The flip side: a firm going this publicly all-in on AI will be a hard sell for founders outside that lane, and its concentration around the Anthropic ecosystem could create real or perceived conflicts as portfolios densify around the same model providers and infrastructure categories. Founders should ask directly how Menlo thinks about backing competitors within a category, and how much partner attention an early-stage company can realistically command at a firm now deploying billions. The Anthology Fund is the most accessible front door for the earliest teams.

Fund Momentum Take

This is the most consequential single-firm fundraise of the AI cycle so far, not because $3 billion is unprecedented, but because of how cleanly it demonstrates the new flywheel: one concentrated, high-conviction position generates the marks and the network that fund the next decade of bets. Menlo executed the hard part, the 2023 conviction call on Anthropic when the LLM race looked decided, and is now collecting the strategic dividend. We think the two-fund, full-lifecycle structure is the correct response to an AI market where the cost of staying in your winners has exploded.

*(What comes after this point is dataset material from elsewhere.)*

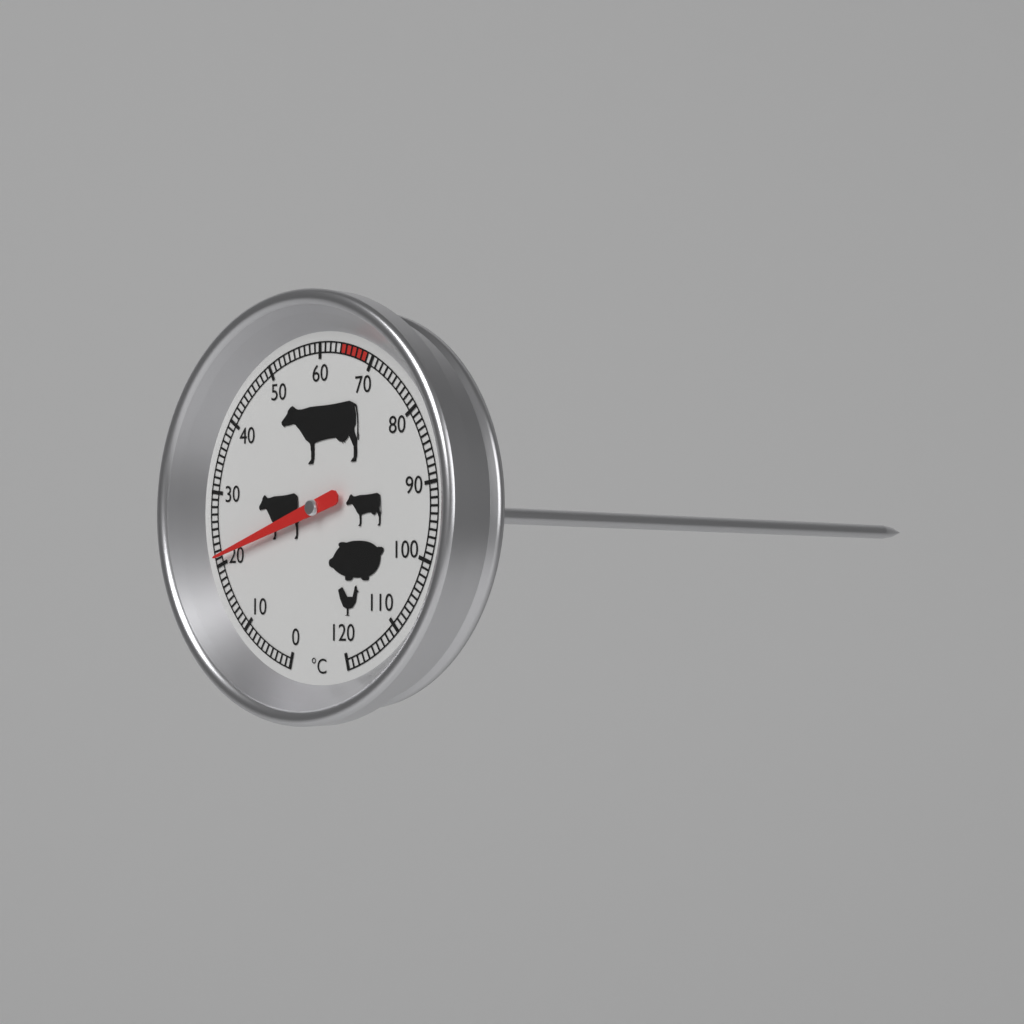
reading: 21 °C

Our reservation is concentration. A firm whose fortunes are this tied to a single model company is making a second bet every day it does not diversify or realize gains, and AI valuations have shown they can move violently in both directions. The quality of these funds will ultimately be judged less on the Anthropic mark and more on whether Menlo can turn its scout network and technical bench into a second and third generation of independent winners that are not derivative of one position.

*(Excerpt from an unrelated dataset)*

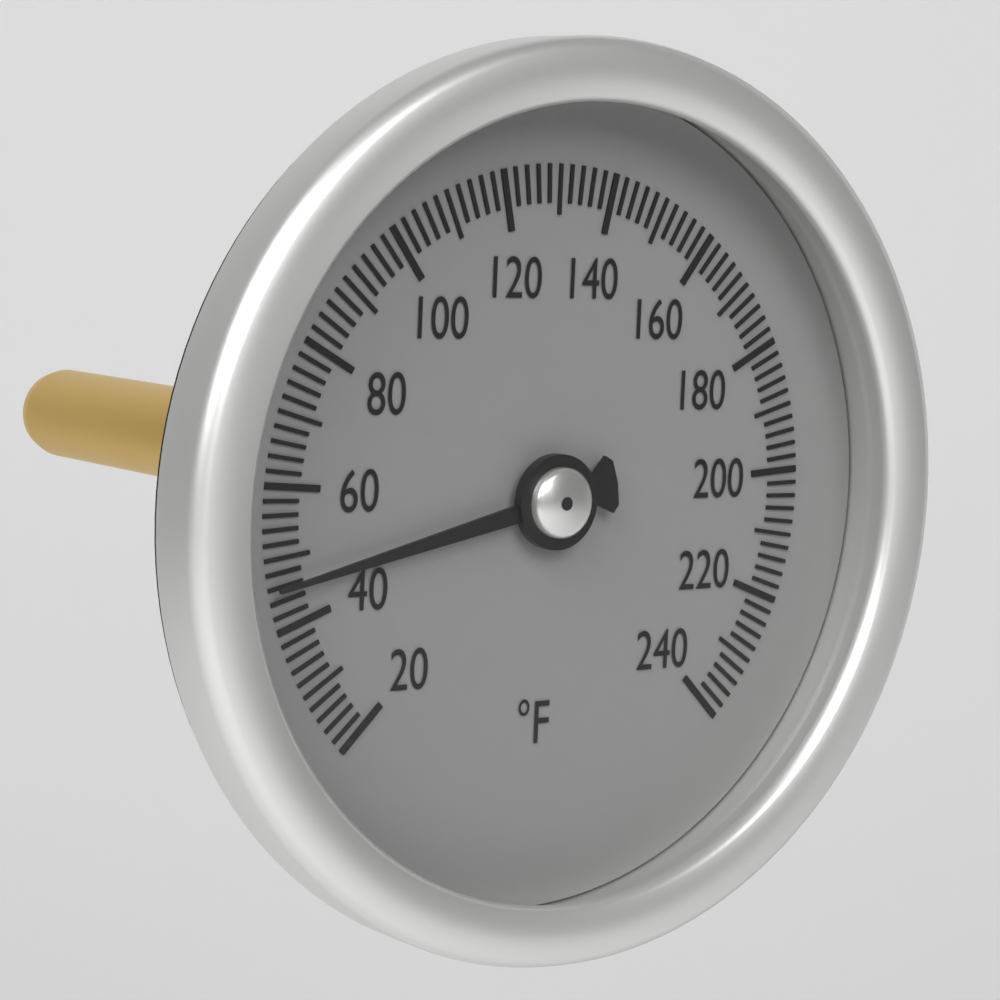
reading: 46 °F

Our bet: Menlo will be one of the handful of firms that emerges from this cycle with both elite returns and durable franchise value, precisely because it paired a generational hit with the discipline to build infrastructure (the Anthology network, the operating partners, the growth fund) around it rather than simply riding the mark. The risk is real, but this is what conviction investing looks like when it works.

Frequently Asked Questions

How big is Menlo Ventures' new fund, and what is it called?
Menlo raised $3 billion in total across two funds: Menlo Ventures XVII for seed and Series A, and Menlo Inflection IV for Series B and growth. It is the largest raise in the firm's history. Menlo has not publicly disclosed how the $3 billion is split between the two vehicles.

What stages and sectors will the funds invest in?
Fund XVII targets seed and Series A; Inflection IV targets Series B and beyond. Both are focused on the AI stack, spanning infrastructure and frontier models through AI-native applications in enterprise, healthcare, and consumer.

How is this connected to Anthropic?
Menlo first invested in Anthropic in 2023, led its Series D in 2024 with what it describes as the largest check in firm history, and has invested in every round since. Bloomberg has reported Menlo invested roughly $1 billion in total and that its stake is now worth about $14 billion, which underpins the firm's ability to raise at this scale.

What is the Menlo Anthology Fund?
It is a separate seed program Menlo launched with Anthropic in July 2024 to back early-stage teams building at the AI frontier. It has backed more than 60 companies and has had three exits so far: Fintool (to Microsoft), Graphite (to Cursor), and Astrix Security (Cisco announced intent to acquire in May 2026).

Who leads AI investing at Menlo?
Matt Murphy led the firm's first Anthropic investment and anchors AI-native software and infrastructure. The broader AI bench includes Tim Tully (ex-Splunk CTO), Matt Kraning (ex-Expanse CTO), Deedy Das (ex-Glean), Joff Redfern (ex-Atlassian CPO), and longtime partner Shawn Carolan, among others.